*** Block opens ***

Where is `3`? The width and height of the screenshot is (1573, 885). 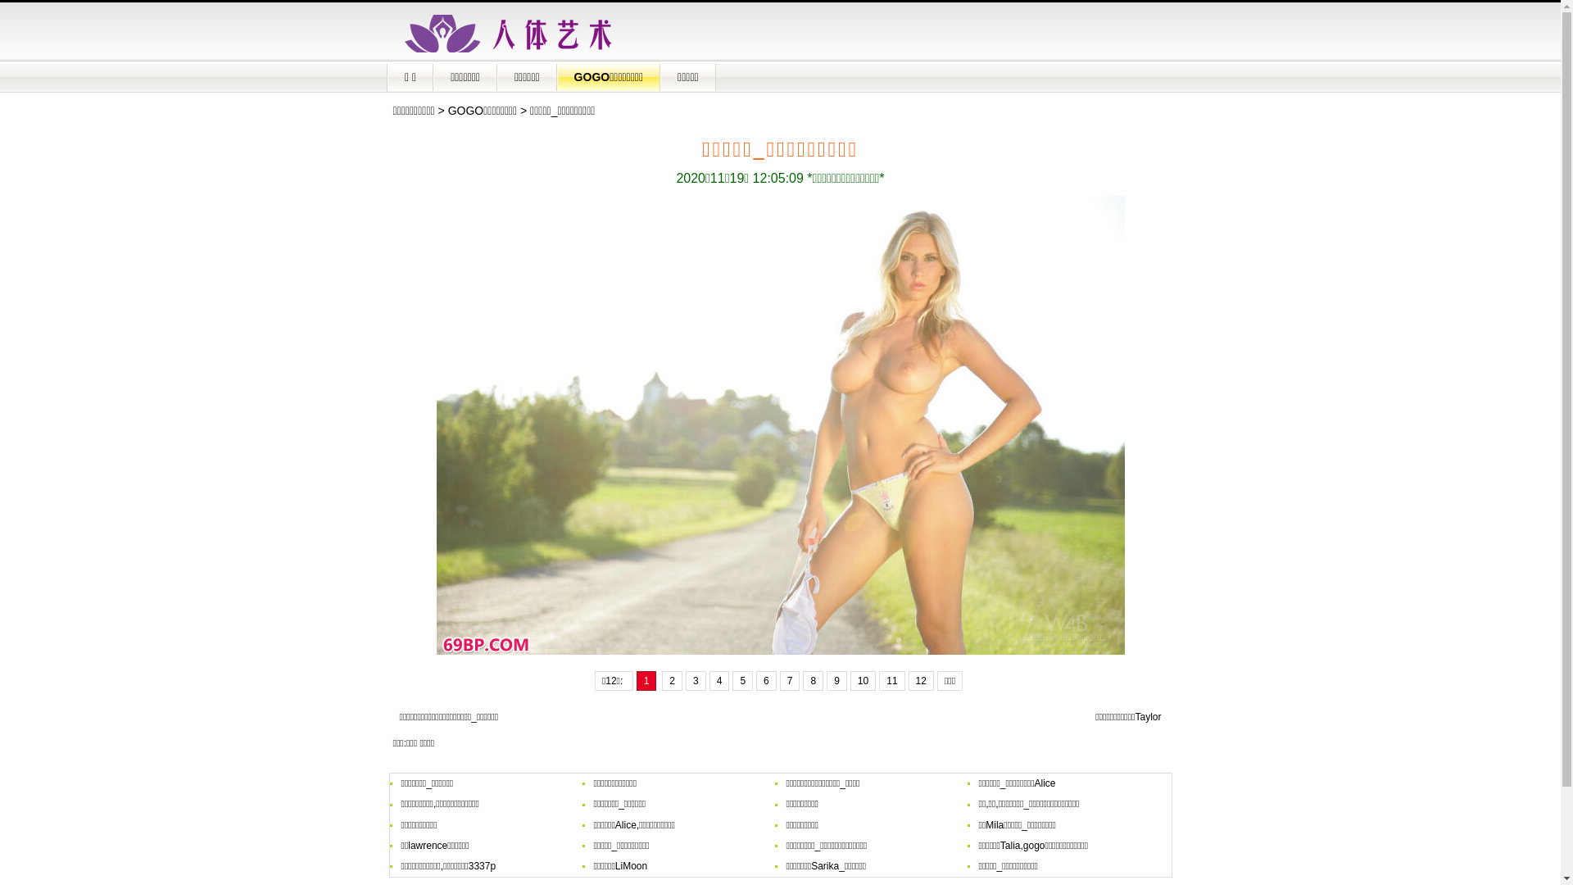 3 is located at coordinates (697, 681).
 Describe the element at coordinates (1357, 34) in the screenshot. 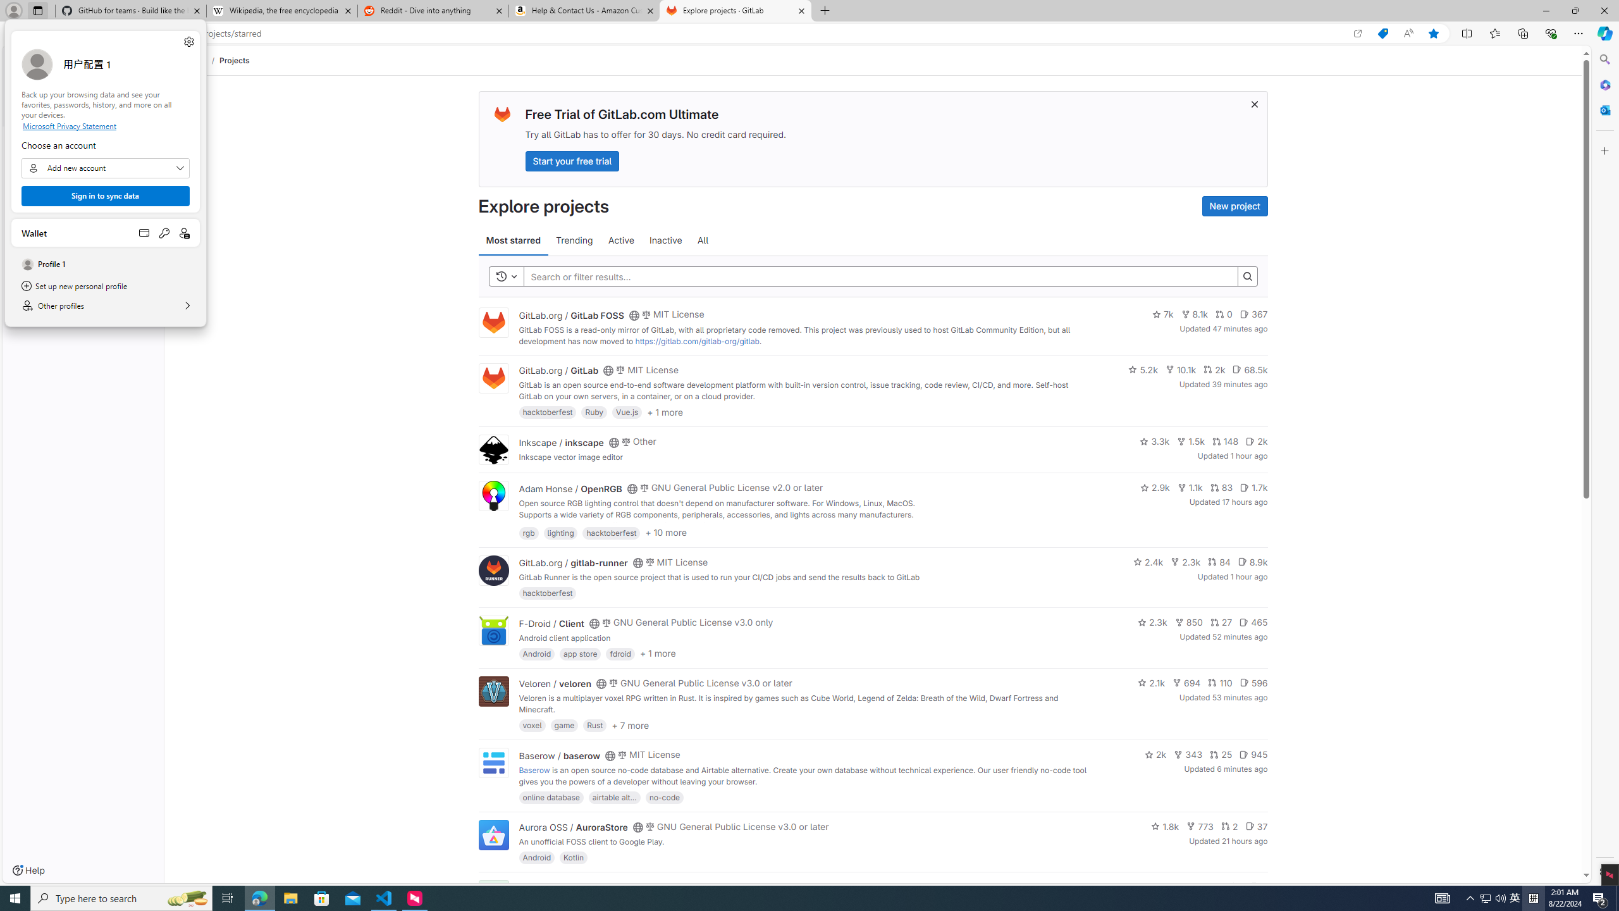

I see `Open in app` at that location.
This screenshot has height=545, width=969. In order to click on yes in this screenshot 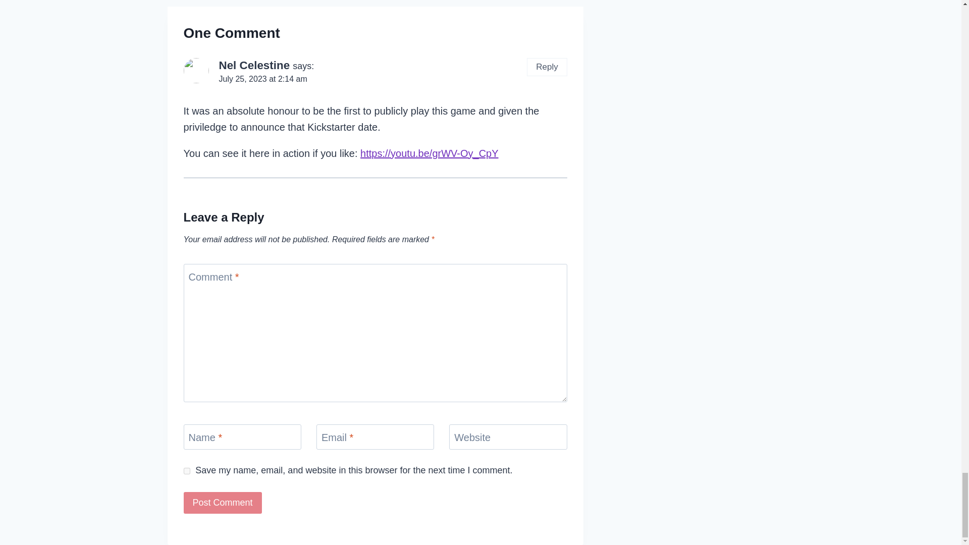, I will do `click(187, 470)`.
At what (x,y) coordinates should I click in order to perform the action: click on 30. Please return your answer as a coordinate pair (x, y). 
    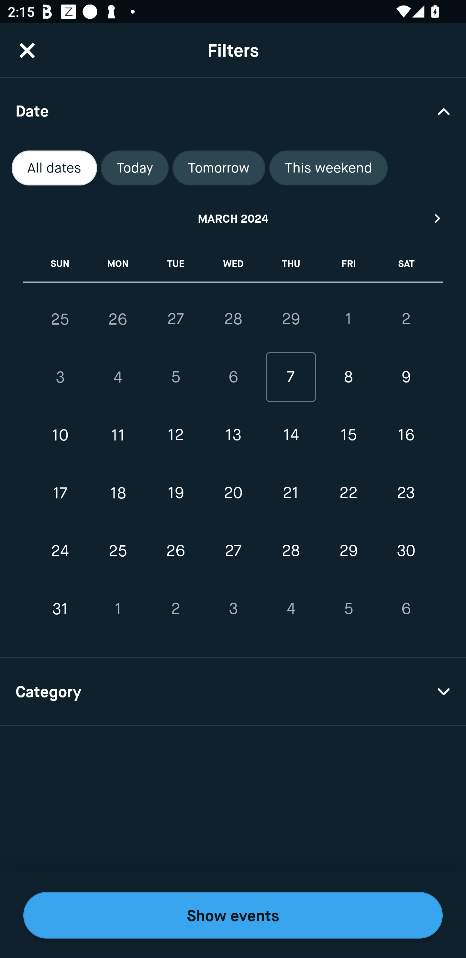
    Looking at the image, I should click on (406, 551).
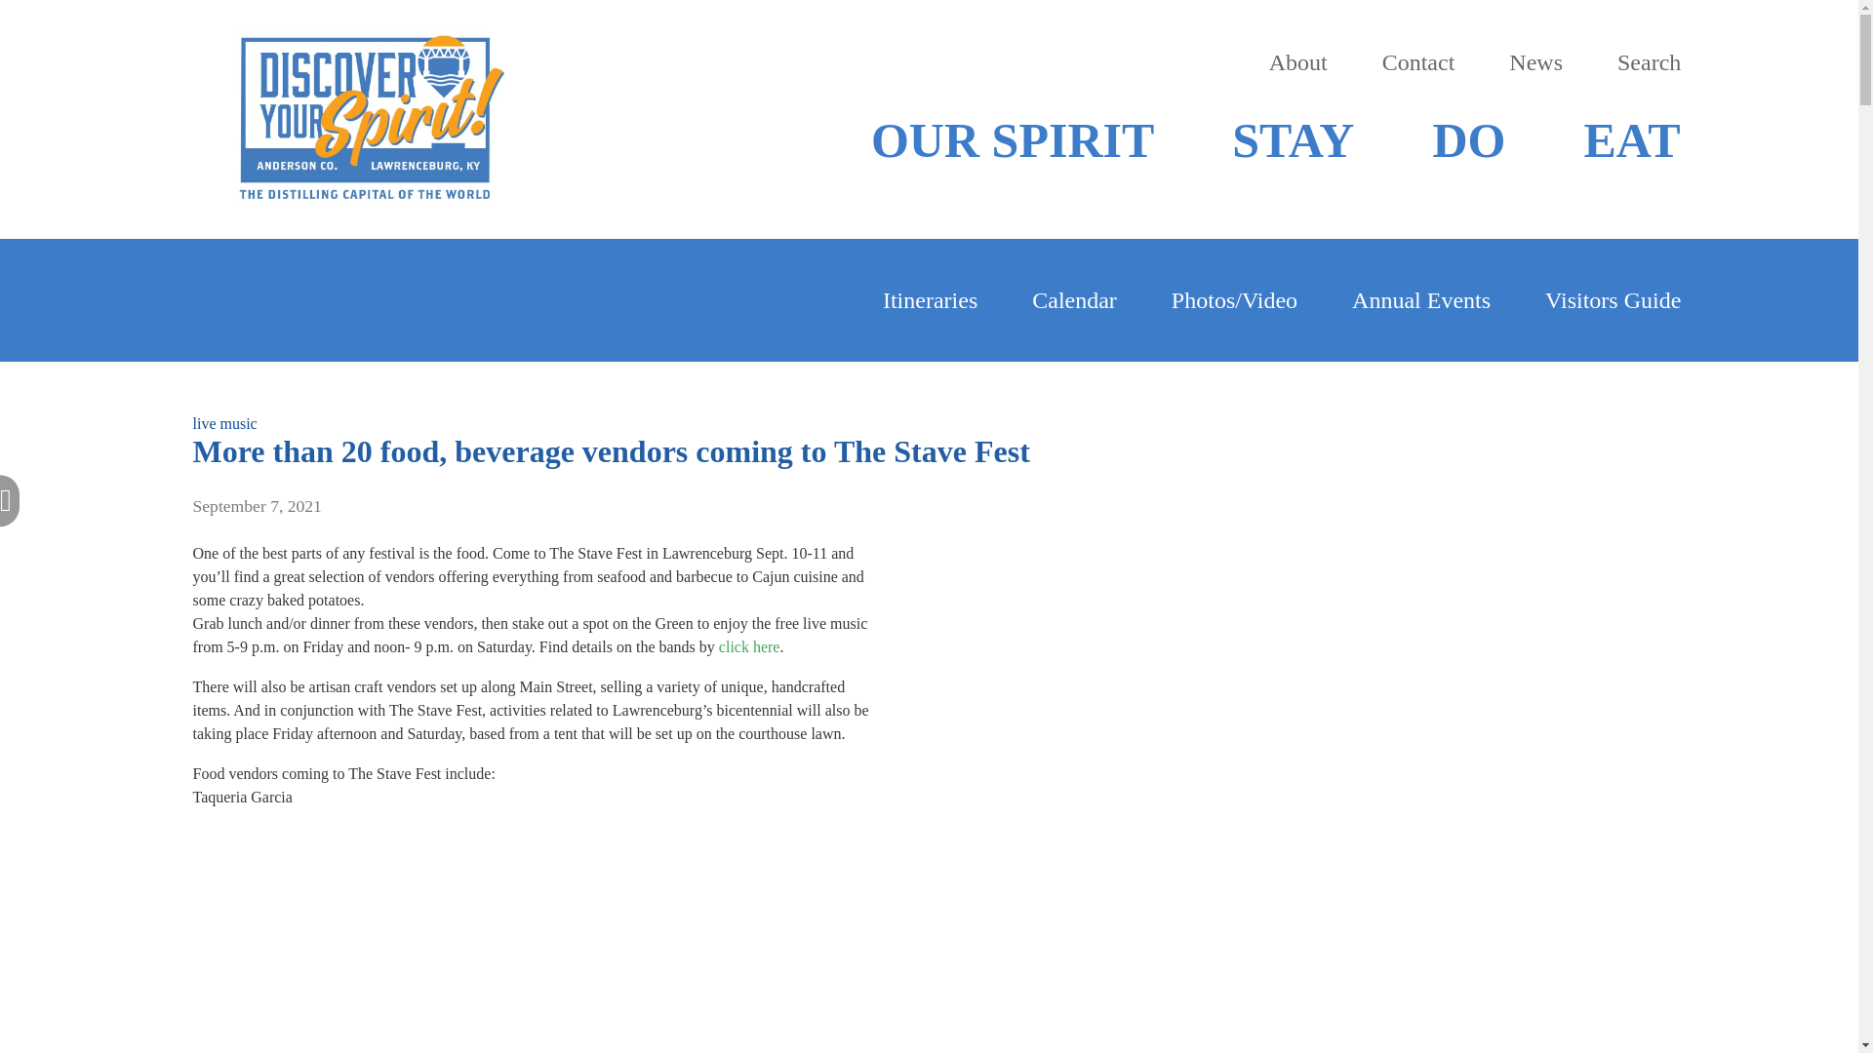 This screenshot has height=1053, width=1873. What do you see at coordinates (749, 646) in the screenshot?
I see `click here` at bounding box center [749, 646].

*** Block closes ***

Would you retype the lines from the line containing "At what (x,y)" to the final line of the entries above, exactly as given and without pictures?

EXERCISE RESPONSE:
At what (x,y) coordinates should I click in order to perform the action: click on 30. Please return your answer as a coordinate pair (x, y). 
    Looking at the image, I should click on (406, 551).
 This screenshot has height=1053, width=1873. What do you see at coordinates (749, 646) in the screenshot?
I see `click here` at bounding box center [749, 646].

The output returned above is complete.